There is one more possibility: nuclear fusion, the poster child of the Atomic Age.  The idea that was common in the 1950s is that nuclear fusion was the obvious next step after fission. We would have had energy "too cheap to meter." And not only that: fusion can use hydrogen isotopes, and hydrogen is the most abundant element in the universe. A hydrogen-powered starship could refuel almost anywhere in the galaxy. Hopping from one star to another, a fusion-based galactic empire would be perfectly possible. 
 
But controlled nuclear fusion turned out to be much more difficult than expected. In more than half a century of attempts, we have never been able to get more energy from a fusion process than we pumped into it. And, as time goes by, the task starts looking steeper and steeper.
 
Maybe there is some trick that we can't see to get nuclear fusion working; maybe we are just dumber than the average galactic civilization. But we may have arrived at a fundamental point: the Fermi paradox may be telling us that controlled nuclear fusion is NOT possible.

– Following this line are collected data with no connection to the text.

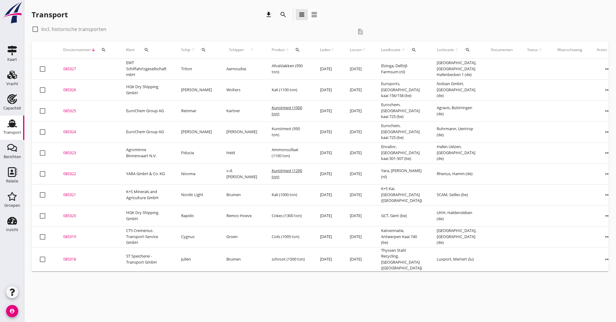 Image resolution: width=616 pixels, height=322 pixels. I want to click on td: Ammonsulfaat (1100 ton), so click(289, 153).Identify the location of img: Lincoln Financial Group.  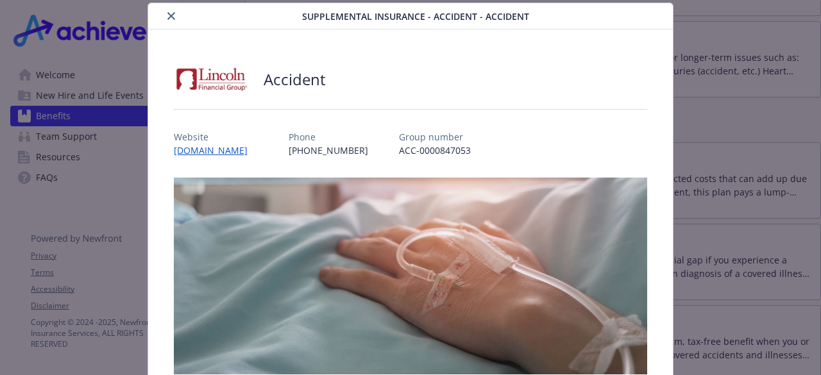
(212, 80).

All this is very speculative, but we arrived at a concept entirely different from the one that is at the basis of the Fermi paradox: the idea, typical of the 1950s, that a civilization keeps always expanding and that it rapidly arrives to master energy flows several orders of magnitude larger than what we can do now (sometimes called the "Kardashev Scale."). 

Maybe we'll arrive to exploit solar energy so well that we'll be able to use it to build interstellar spaceships, but we are talking of a future so remote that we can't say much about it. For the time being, we don't have to think that the Fermi Paradox is telling us that we are alone in the universe. It just tells us that we shouldn't expect miracles from nuclear technology.